Whatever a person’s political
affiliations, that is a poignant message, and one strikingly depicted in the
film. Streep’s Thatcher is no longer a leader in the free world, but a lonely woman
battling dementia in the present who looks back on the tragedies and triumphs
of her past. In a flashback, she tells husband-to-be Dennis that she won’t live
“remote and alone, doing the washing-up in a kitchen” and she “cannot die
washing up a tea-cup.” The film ends with Thatcher remote, alone, and doing the
washing-up in a kitchen. She is washing a tea-cup.
The same theme of the powerful being
made powerless runs throughout Scripture and is a reality also borne out in
church history. Indeed, there are some who might look at England’s churches in
their present state and perceive them to be no different from Streep’s Thatcher.

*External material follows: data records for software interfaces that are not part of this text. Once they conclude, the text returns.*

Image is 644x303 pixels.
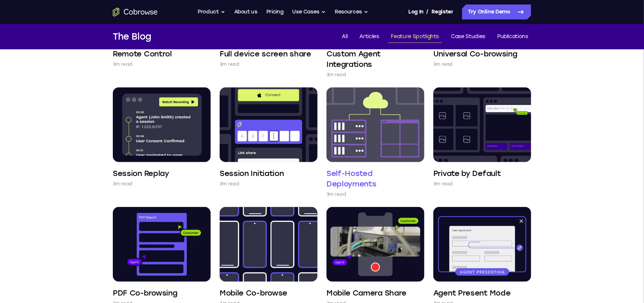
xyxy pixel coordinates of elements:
button: Product [198,5,226,20]
a: Session Replay 3m read [113,87,211,188]
h4: Agent Present Mode [433,288,511,298]
a: Self-Hosted Deployments 3m read [326,87,425,198]
p: 3m read [433,180,452,188]
p: 3m read [219,60,239,68]
button: Use Cases [292,5,326,20]
h4: Remote Control [113,49,172,59]
p: 3m read [326,71,346,79]
span: / [427,7,429,16]
a: Pricing [266,5,284,20]
p: 3m read [219,180,239,188]
p: 3m read [113,60,132,68]
h4: Mobile Co-browse [219,288,287,298]
p: 3m read [113,180,132,188]
h4: Private by Default [433,168,501,179]
p: 3m read [326,190,346,198]
a: Private by Default 3m read [433,87,531,188]
a: Session Initiation 3m read [219,87,318,188]
img: Mobile Co-browse [219,207,318,282]
img: Agent Present Mode [433,207,531,282]
img: Self-Hosted Deployments [326,87,425,162]
h4: Session Initiation [219,168,284,179]
a: Articles [356,31,382,43]
img: PDF Co-browsing [113,207,211,282]
h4: Session Replay [113,168,169,179]
h4: Mobile Camera Share [326,288,406,298]
img: Session Initiation [219,87,318,162]
h4: Self-Hosted Deployments [326,168,425,189]
img: Mobile Camera Share [326,207,425,282]
h1: The Blog [113,30,151,43]
a: Try Online Demo [462,5,531,20]
a: Publications [494,31,531,43]
a: Case Studies [448,31,488,43]
img: Private by Default [433,87,531,162]
a: Feature Spotlights [388,31,442,43]
button: Resources [335,5,368,20]
a: About us [234,5,257,20]
a: Go to the home page [113,7,158,16]
a: Register [432,5,454,20]
h4: Custom Agent Integrations [326,49,425,70]
h4: Full device screen share [219,49,311,59]
h4: PDF Co-browsing [113,288,177,298]
h4: Universal Co-browsing [433,49,517,59]
img: Session Replay [113,87,211,162]
a: Log In [408,5,423,20]
a: All [339,31,351,43]
p: 3m read [433,60,452,68]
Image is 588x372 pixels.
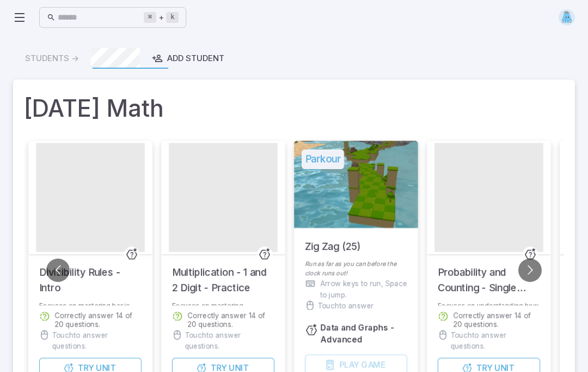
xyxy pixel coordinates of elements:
p: Focuses on understanding how to think about the chance of a single event happening. [438,301,540,305]
p: Touch to answer questions. [52,329,142,351]
button: Go to previous slide [46,259,70,282]
img: trapezoid.svg [559,9,575,25]
p: Touch to answer questions. [184,329,274,351]
p: Touch to answer questions. [450,329,540,351]
h6: Data and Graphs - Advanced [320,321,408,345]
div: Add Student [152,52,224,64]
p: Correctly answer 14 of 20 questions. [187,311,274,328]
p: Correctly answer 14 of 20 questions. [55,311,142,328]
button: Go to next slide [518,259,541,282]
kbd: ⌘ [144,12,156,23]
h5: Zig Zag (25) [305,228,361,254]
p: Arrow keys to run, Space to jump. [320,278,408,300]
h5: Parkour [302,149,344,169]
p: Run as far as you can before the clock runs out! [305,259,408,278]
kbd: k [166,12,178,23]
p: Focuses on mastering basic divisibility rules and understanding digits. [39,301,142,305]
div: + [144,11,178,24]
h5: Divisibility Rules - Intro [39,254,142,295]
p: Focuses on mastering multiplication up to two digits. [172,301,274,305]
h5: Probability and Counting - Single Event - Intro [438,254,540,295]
p: Touch to answer questions. [318,300,408,321]
h5: Multiplication - 1 and 2 Digit - Practice [172,254,274,295]
h1: [DATE] Math [24,91,564,125]
p: Correctly answer 14 of 20 questions. [453,311,540,328]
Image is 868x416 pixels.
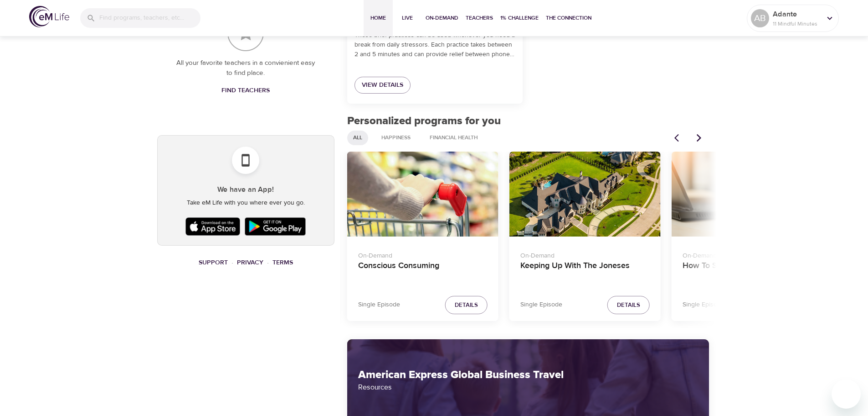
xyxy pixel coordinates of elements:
[426,13,459,22] span: On-Demand
[267,256,269,269] li: ·
[157,256,335,269] nav: breadcrumb
[359,260,488,283] h4: Conscious Consuming
[165,198,327,207] p: Take eM Life with you where ever you go.
[501,13,539,22] span: 1% Challenge
[396,13,419,22] span: Live
[617,300,640,310] span: Details
[355,31,516,59] p: These brief practices can be used whenever you need a break from daily stressors. Each practice t...
[242,215,308,238] img: Google Play Store
[237,259,263,267] a: Privacy
[424,130,484,145] div: Financial Health
[359,300,400,309] p: Single Episode
[221,85,270,96] span: Find Teachers
[176,58,316,79] p: All your favorite teachers in a convienient easy to find place.
[546,13,591,22] span: The Connection
[669,128,689,148] button: Previous items
[424,133,483,141] span: Financial Health
[445,296,488,314] button: Details
[466,13,493,22] span: Teachers
[689,128,709,148] button: Next items
[232,256,233,269] li: ·
[683,260,812,283] h4: How To Stop Financially Stressing
[347,133,367,141] span: All
[509,152,661,237] button: Keeping Up With The Joneses
[521,247,650,260] p: On-Demand
[359,368,699,381] h2: American Express Global Business Travel
[607,296,650,314] button: Details
[347,115,710,128] h2: Personalized programs for you
[832,379,861,408] iframe: Button to launch messaging window
[362,80,404,91] span: View Details
[521,260,650,283] h4: Keeping Up With The Joneses
[751,9,769,27] div: AB
[165,185,327,194] h5: We have an App!
[355,76,411,93] a: View Details
[671,152,823,237] button: How To Stop Financially Stressing
[375,130,416,145] div: Happiness
[359,381,699,393] p: Resources
[376,133,416,141] span: Happiness
[218,82,274,99] a: Find Teachers
[683,300,724,309] p: Single Episode
[455,300,478,310] span: Details
[359,247,488,260] p: On-Demand
[347,130,368,145] div: All
[683,247,812,260] p: On-Demand
[347,152,499,237] button: Conscious Consuming
[29,6,69,27] img: logo
[773,19,821,28] p: 11 Mindful Minutes
[199,259,228,267] a: Support
[273,259,293,267] a: Terms
[521,300,562,309] p: Single Episode
[99,8,201,28] input: Find programs, teachers, etc...
[367,13,389,22] span: Home
[183,215,242,238] img: Apple App Store
[773,9,821,19] p: Adante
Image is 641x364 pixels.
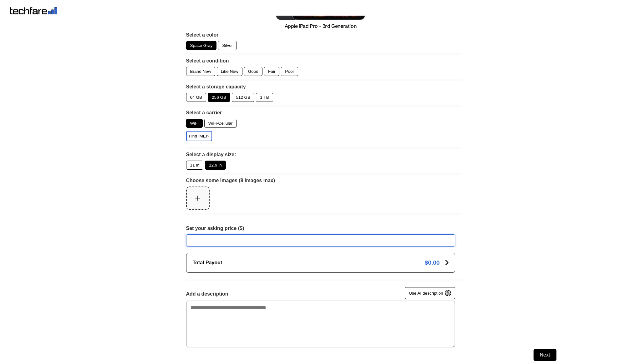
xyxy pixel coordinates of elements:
div: 512 GB [232,93,254,102]
label: Select a color [186,32,455,38]
label: Select a condition [186,58,455,64]
label: Select a carrier [186,110,455,116]
div: Poor [281,67,298,76]
div: WiFi [186,119,203,128]
label: Select a display size: [186,152,455,157]
div: 64 GB [186,93,206,102]
div: 12.9 in [205,161,226,170]
p: Total Payout [192,260,222,266]
img: ChatGPT Logo [445,290,451,296]
div: 1 TB [256,93,273,102]
button: Use AI description [405,287,455,299]
label: Select a storage capacity [186,84,455,89]
a: Find IMEI? [186,131,212,141]
div: 256 GB [207,93,230,102]
div: Fair [264,67,279,76]
label: Choose some images (8 images max) [186,178,455,184]
div: Space Gray [186,41,217,50]
img: techfare logo [10,7,57,14]
button: + [187,187,209,209]
span: Use AI description [409,291,443,295]
div: Like New [217,67,242,76]
div: Silver [218,41,237,50]
p: Apple iPad Pro - 3rd Generation [186,23,455,29]
label: Set your asking price ($) [186,225,244,231]
div: WiFi-Cellular [204,119,237,128]
div: 11 in [186,161,203,170]
div: Brand New [186,67,215,76]
div: Good [244,67,263,76]
span: $0.00 [424,259,439,266]
label: Add a description [186,291,228,297]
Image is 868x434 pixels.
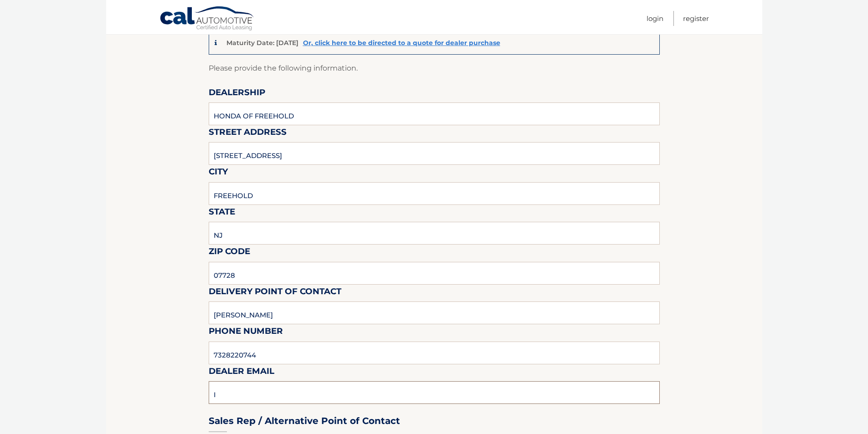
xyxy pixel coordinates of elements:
h3: Sales Rep / Alternative Point of Contact [209,415,400,427]
label: Delivery Point of Contact [209,285,341,301]
a: Login [646,11,663,26]
p: Please provide the following information. [209,62,659,75]
a: Register [683,11,709,26]
label: Dealership [209,86,265,103]
label: Street Address [209,125,287,142]
a: Cal Automotive [159,6,255,32]
label: City [209,165,228,182]
label: Phone Number [209,324,283,341]
label: Zip Code [209,245,250,261]
label: Dealer Email [209,364,274,381]
a: Or, click here to be directed to a quote for dealer purchase [303,39,500,47]
label: State [209,205,235,222]
p: Maturity Date: [DATE] [226,39,298,47]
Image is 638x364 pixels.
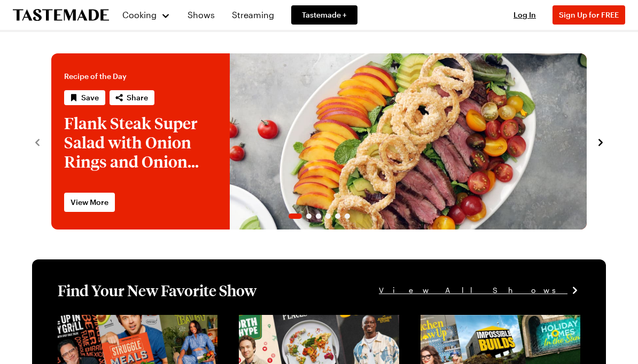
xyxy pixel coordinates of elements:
span: Go to slide 3 [316,213,321,219]
button: Share [110,90,155,105]
span: Go to slide 2 [306,213,312,219]
span: Go to slide 4 [325,213,331,219]
h1: Find Your New Favorite Show [58,281,257,300]
div: 1 / 6 [51,53,587,230]
span: Go to slide 5 [335,213,341,219]
a: View More [64,193,115,212]
button: Log In [504,9,546,20]
span: View All Shows [379,285,568,296]
span: Cooking [122,9,157,20]
a: View All Shows [379,285,581,296]
span: View More [70,197,108,208]
span: Tastemade + [302,9,347,20]
button: Save recipe [64,90,105,105]
span: Go to slide 1 [288,213,302,219]
span: Sign Up for FREE [559,10,619,19]
span: Log In [514,10,536,19]
button: navigate to next item [596,135,606,148]
span: Save [81,92,99,103]
button: Cooking [122,2,171,27]
a: View full content for [object Object] [421,316,566,326]
a: Tastemade + [291,5,358,25]
span: Share [127,92,148,103]
button: navigate to previous item [32,135,43,148]
span: Go to slide 6 [345,213,350,219]
a: To Tastemade Home Page [13,9,109,21]
a: View full content for [object Object] [239,316,385,326]
a: View full content for [object Object] [58,316,204,326]
button: Sign Up for FREE [553,5,625,25]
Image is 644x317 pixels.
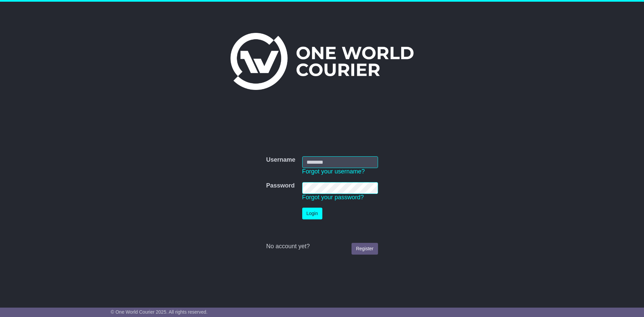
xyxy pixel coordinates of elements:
div: No account yet? [265,243,378,250]
label: Password [265,182,294,189]
a: Forgot your username? [302,168,364,174]
img: One World [230,32,414,90]
button: Login [302,208,322,219]
a: Forgot your password? [302,194,364,201]
span: © One World Courier 2025. All rights reserved. [110,309,208,314]
label: Username [265,156,295,164]
a: Register [351,243,378,254]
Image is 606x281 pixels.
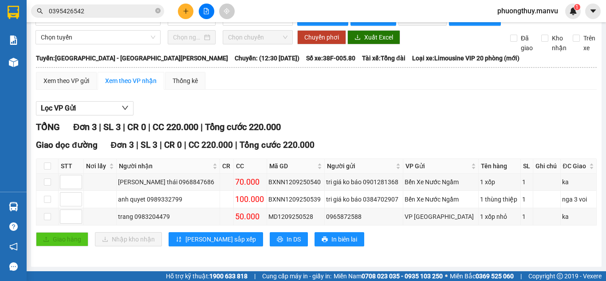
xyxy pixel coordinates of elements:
[268,194,323,204] div: BXNN1209250539
[9,222,18,231] span: question-circle
[9,35,18,45] img: solution-icon
[188,140,233,150] span: CC 220.000
[178,4,193,19] button: plus
[517,33,536,53] span: Đã giao
[403,191,478,208] td: Bến Xe Nước Ngầm
[43,76,89,86] div: Xem theo VP gửi
[220,159,233,173] th: CR
[585,4,600,19] button: caret-down
[41,102,76,114] span: Lọc VP Gửi
[326,212,401,221] div: 0965872588
[235,53,299,63] span: Chuyến: (12:30 [DATE])
[521,159,533,173] th: SL
[36,140,98,150] span: Giao dọc đường
[548,33,570,53] span: Kho nhận
[533,159,560,173] th: Ghi chú
[141,140,157,150] span: SL 3
[118,194,218,204] div: anh quyet 0989332799
[203,8,209,14] span: file-add
[404,194,477,204] div: Bến Xe Nước Ngầm
[103,121,121,132] span: SL 3
[522,177,531,187] div: 1
[49,6,153,16] input: Tìm tên, số ĐT hoặc mã đơn
[148,121,150,132] span: |
[183,8,189,14] span: plus
[127,121,146,132] span: CR 0
[562,194,595,204] div: nga 3 voi
[235,176,265,188] div: 70.000
[36,101,133,115] button: Lọc VP Gửi
[172,76,198,86] div: Thống kê
[111,140,134,150] span: Đơn 3
[404,177,477,187] div: Bến Xe Nước Ngầm
[480,177,519,187] div: 1 xốp
[364,32,393,42] span: Xuất Excel
[562,177,595,187] div: ka
[37,8,43,14] span: search
[450,271,513,281] span: Miền Bắc
[185,234,256,244] span: [PERSON_NAME] sắp xếp
[327,161,394,171] span: Người gửi
[475,272,513,279] strong: 0369 525 060
[123,121,125,132] span: |
[155,7,161,16] span: close-circle
[286,234,301,244] span: In DS
[121,104,129,111] span: down
[73,121,97,132] span: Đơn 3
[326,177,401,187] div: tri giá ko báo 0901281368
[86,161,107,171] span: Nơi lấy
[99,121,101,132] span: |
[297,30,346,44] button: Chuyển phơi
[105,76,157,86] div: Xem theo VP nhận
[580,33,599,53] span: Trên xe
[95,232,162,246] button: downloadNhập kho nhận
[228,31,287,44] span: Chọn chuyến
[362,53,405,63] span: Tài xế: Tổng đài
[9,242,18,251] span: notification
[354,34,360,41] span: download
[333,271,443,281] span: Miền Nam
[199,4,214,19] button: file-add
[520,271,521,281] span: |
[490,5,565,16] span: phuongthuy.manvu
[321,236,328,243] span: printer
[153,121,198,132] span: CC 220.000
[575,4,578,10] span: 1
[268,177,323,187] div: BXNN1209250540
[209,272,247,279] strong: 1900 633 818
[270,232,308,246] button: printerIn DS
[522,194,531,204] div: 1
[173,32,202,42] input: Chọn ngày
[522,212,531,221] div: 1
[36,232,88,246] button: uploadGiao hàng
[589,7,597,15] span: caret-down
[184,140,186,150] span: |
[480,194,519,204] div: 1 thùng thiệp
[306,53,355,63] span: Số xe: 38F-005.80
[160,140,162,150] span: |
[8,6,19,19] img: logo-vxr
[9,262,18,270] span: message
[403,173,478,191] td: Bến Xe Nước Ngầm
[235,210,265,223] div: 50.000
[267,191,325,208] td: BXNN1209250539
[267,173,325,191] td: BXNN1209250540
[235,193,265,205] div: 100.000
[41,31,155,44] span: Chọn tuyến
[166,271,247,281] span: Hỗ trợ kỹ thuật:
[205,121,281,132] span: Tổng cước 220.000
[562,212,595,221] div: ka
[569,7,577,15] img: icon-new-feature
[234,159,267,173] th: CC
[119,161,211,171] span: Người nhận
[361,272,443,279] strong: 0708 023 035 - 0935 103 250
[219,4,235,19] button: aim
[118,212,218,221] div: trang 0983204479
[269,161,315,171] span: Mã GD
[314,232,364,246] button: printerIn biên lai
[254,271,255,281] span: |
[556,273,563,279] span: copyright
[403,208,478,225] td: VP Mỹ Đình
[404,212,477,221] div: VP [GEOGRAPHIC_DATA]
[136,140,138,150] span: |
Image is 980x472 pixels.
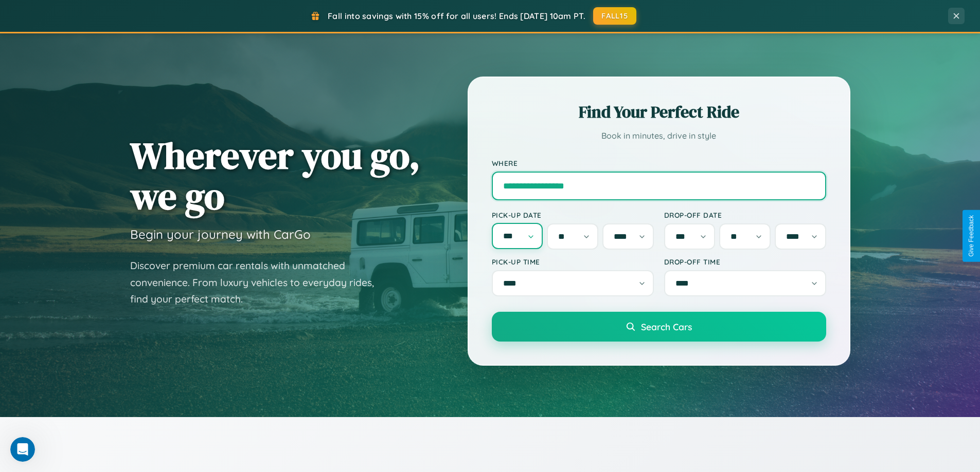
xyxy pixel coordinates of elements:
[130,257,387,308] p: Discover premium car rentals with unmatched convenience. From luxury vehicles to everyday rides, ...
[641,321,692,333] span: Search Cars
[664,257,826,266] label: Drop-off Time
[967,216,974,257] div: Give Feedback
[491,128,826,144] p: Book in minutes, drive in style
[491,312,826,342] button: Search Cars
[328,11,585,21] span: Fall into savings with 15% off for all users! Ends [DATE] 10am PT.
[491,211,654,219] label: Pick-up Date
[491,101,826,123] h2: Find Your Perfect Ride
[491,257,654,266] label: Pick-up Time
[593,7,636,25] button: FALL15
[491,159,826,168] label: Where
[130,227,311,242] h3: Begin your journey with CarGo
[664,211,826,219] label: Drop-off Date
[130,135,420,216] h1: Wherever you go, we go
[11,437,35,462] iframe: Intercom live chat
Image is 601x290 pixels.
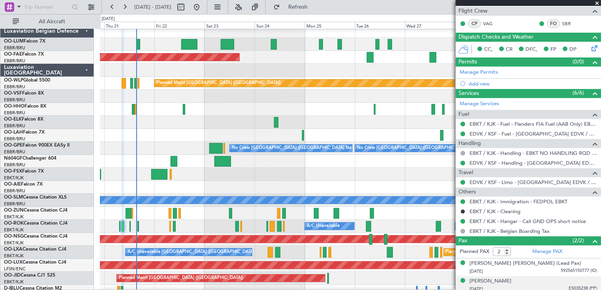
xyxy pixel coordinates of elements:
a: OO-WLPGlobal 5500 [4,78,50,83]
a: N604GFChallenger 604 [4,156,56,161]
a: EBKT / KJK - Fuel - Flanders FIA Fuel (AAB Only) EBKT / KJK [469,121,597,127]
a: OO-FSXFalcon 7X [4,169,44,174]
div: Thu 28 [455,22,505,29]
div: No Crew [GEOGRAPHIC_DATA] ([GEOGRAPHIC_DATA] National) [357,142,489,154]
span: Pax [458,237,467,246]
a: EBKT/KJK [4,240,24,246]
div: Add new [468,81,597,87]
span: OO-LAH [4,130,23,135]
div: Sat 23 [204,22,255,29]
span: OO-VSF [4,91,22,96]
span: 592565150777 (ID) [560,268,597,275]
button: All Aircraft [9,15,86,28]
a: OO-VSFFalcon 8X [4,91,44,96]
span: OO-FAE [4,52,22,57]
a: OO-LUXCessna Citation CJ4 [4,260,66,265]
div: Planned Maint [GEOGRAPHIC_DATA] ([GEOGRAPHIC_DATA]) [156,77,281,89]
a: OO-HHOFalcon 8X [4,104,46,109]
input: Trip Number [24,1,69,13]
span: Travel [458,169,473,178]
a: EBBR/BRU [4,149,25,155]
a: EBBR/BRU [4,162,25,168]
div: [PERSON_NAME] [PERSON_NAME] (Lead Pax) [469,260,581,268]
a: EBBR/BRU [4,84,25,90]
a: EBBR/BRU [4,201,25,207]
a: EBBR/BRU [4,58,25,64]
span: OO-NSG [4,234,24,239]
a: EBBR/BRU [4,136,25,142]
a: OO-LUMFalcon 7X [4,39,45,44]
span: OO-SLM [4,195,23,200]
a: EBKT / KJK - Cleaning [469,208,520,215]
a: Manage PAX [532,248,562,256]
a: EBKT / KJK - Belgian Boarding Tax [469,228,549,235]
div: FO [547,19,560,28]
a: OO-NSGCessna Citation CJ4 [4,234,67,239]
a: OO-LAHFalcon 7X [4,130,45,135]
div: Wed 27 [405,22,455,29]
span: DFC, [525,46,537,54]
a: OO-AIEFalcon 7X [4,182,43,187]
a: EBKT / KJK - Immigration - FEDPOL EBKT [469,199,567,205]
label: Planned PAX [459,248,489,256]
span: Permits [458,58,477,67]
div: Tue 26 [355,22,405,29]
a: EBKT/KJK [4,175,24,181]
div: [DATE] [101,16,115,22]
a: OO-ZUNCessna Citation CJ4 [4,208,67,213]
a: EBKT/KJK [4,227,24,233]
span: OO-FSX [4,169,22,174]
a: EBBR/BRU [4,188,25,194]
div: No Crew [GEOGRAPHIC_DATA] ([GEOGRAPHIC_DATA] National) [232,142,364,154]
a: EBBR/BRU [4,45,25,51]
a: OO-ROKCessna Citation CJ4 [4,221,67,226]
button: Refresh [270,1,317,13]
div: A/C Unavailable [307,221,339,232]
a: Manage Services [459,100,499,108]
span: Fuel [458,110,469,119]
span: CR [506,46,512,54]
a: LFSN/ENC [4,266,26,272]
div: [PERSON_NAME] [469,278,511,286]
a: OO-FAEFalcon 7X [4,52,44,57]
span: OO-LUM [4,39,24,44]
a: Manage Permits [459,69,498,77]
div: Fri 22 [154,22,204,29]
div: A/C Unavailable [GEOGRAPHIC_DATA] ([GEOGRAPHIC_DATA] National) [127,247,274,259]
span: CC, [484,46,493,54]
a: OO-JIDCessna CJ1 525 [4,274,55,278]
a: OO-GPEFalcon 900EX EASy II [4,143,69,148]
a: EDVK / KSF - Fuel - [GEOGRAPHIC_DATA] EDVK / KSF [469,131,597,137]
a: EBKT / KJK - Handling - EBKT NO HANDLING RQD FOR CJ [469,150,597,157]
span: (6/6) [572,89,584,97]
div: Planned Maint [GEOGRAPHIC_DATA] ([GEOGRAPHIC_DATA]) [119,273,243,285]
div: Planned Maint [GEOGRAPHIC_DATA] ([GEOGRAPHIC_DATA] National) [446,247,588,259]
a: EDVK / KSF - Handling - [GEOGRAPHIC_DATA] EDVK / KSF [469,160,597,167]
div: CP [468,19,481,28]
a: OO-ELKFalcon 8X [4,117,43,122]
a: OO-LXACessna Citation CJ4 [4,247,66,252]
span: (2/2) [572,237,584,245]
span: Refresh [281,4,315,10]
span: OO-WLP [4,78,23,83]
span: OO-ROK [4,221,24,226]
a: EBKT/KJK [4,279,24,285]
span: All Aircraft [21,19,83,24]
span: [DATE] [469,269,483,275]
span: OO-JID [4,274,21,278]
span: OO-ZUN [4,208,24,213]
span: OO-AIE [4,182,21,187]
div: Thu 21 [104,22,154,29]
a: EBBR/BRU [4,97,25,103]
span: OO-HHO [4,104,24,109]
a: OO-SLMCessna Citation XLS [4,195,67,200]
span: Dispatch Checks and Weather [458,33,533,42]
a: EBBR/BRU [4,123,25,129]
a: EDVK / KSF - Limo - [GEOGRAPHIC_DATA] EDVK / KSF [469,179,597,186]
span: OO-GPE [4,143,22,148]
a: EBKT/KJK [4,253,24,259]
span: N604GF [4,156,22,161]
div: Mon 25 [305,22,355,29]
span: OO-LUX [4,260,22,265]
a: EBKT / KJK - Hangar - Call GND OPS short notice [469,218,586,225]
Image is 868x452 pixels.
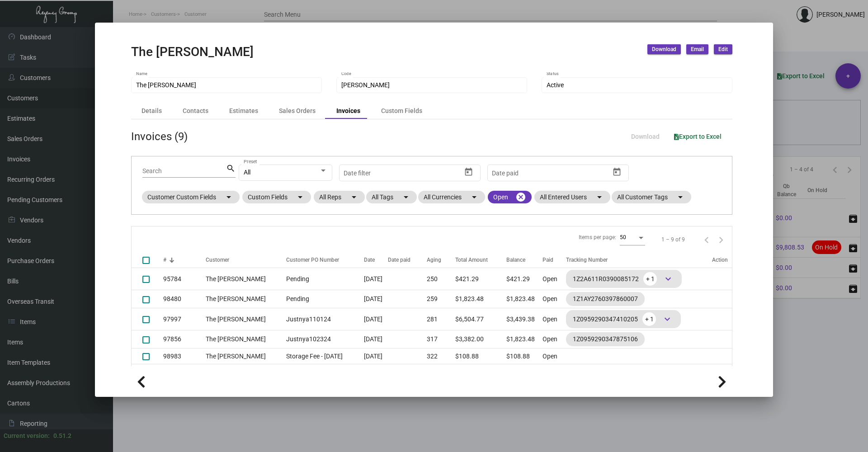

London comes second (to Moscow) on a list of European cities that are less than
2% evangelical. Once missionaries were sent from
London, now they are sent to London.
The powerful days of the Puritans, the early Baptists, Whitefield and Wesley’s
Methodism, the eighteenth century missions movement, the Clapham Sect’s
political reforms, and Spurgeon’s pulpit have faded and are but memories - if
even that - in the dementiac mind of British Christianity. We are frail.
Scratching the surface of perception
to find reality, I believe that frailty is not only our present weakness but
our future strength, because it reminds us that ‘the surpassing power belongs
to God’ (2 Cor. 4:7). When we cease revelling in the triumphs of Christians
past, and learn to rejoice through our trials in Christ present, when we no
longer are eaten up by the misery of our smallness, but are lifted up by
magnificence of God’s greatness, when we who once dared to have power have it
no more but now boast in our weakness, then we are strong because we’ve heard
the voice of Jesus saying “My grace is sufficient for you, for my power is
made perfect in weakness” (2 Cor. 12:9). We don’t have power, but we trust in
God who does. Whatever our fragility, we can proclaim the good news of Jesus on
earth knowing that one day we will praise his glorious name in heaven with a
vast multitude he has saved through the faithful witness of his people. Our
powerful God has everything under control – ‘he gives power to the faint’ (Is.
40:29)! We don’t have to die washing tea cups.
This was printed in the worship bulletin of Grace Baptist Church (Wood Green) on 30 March 2014.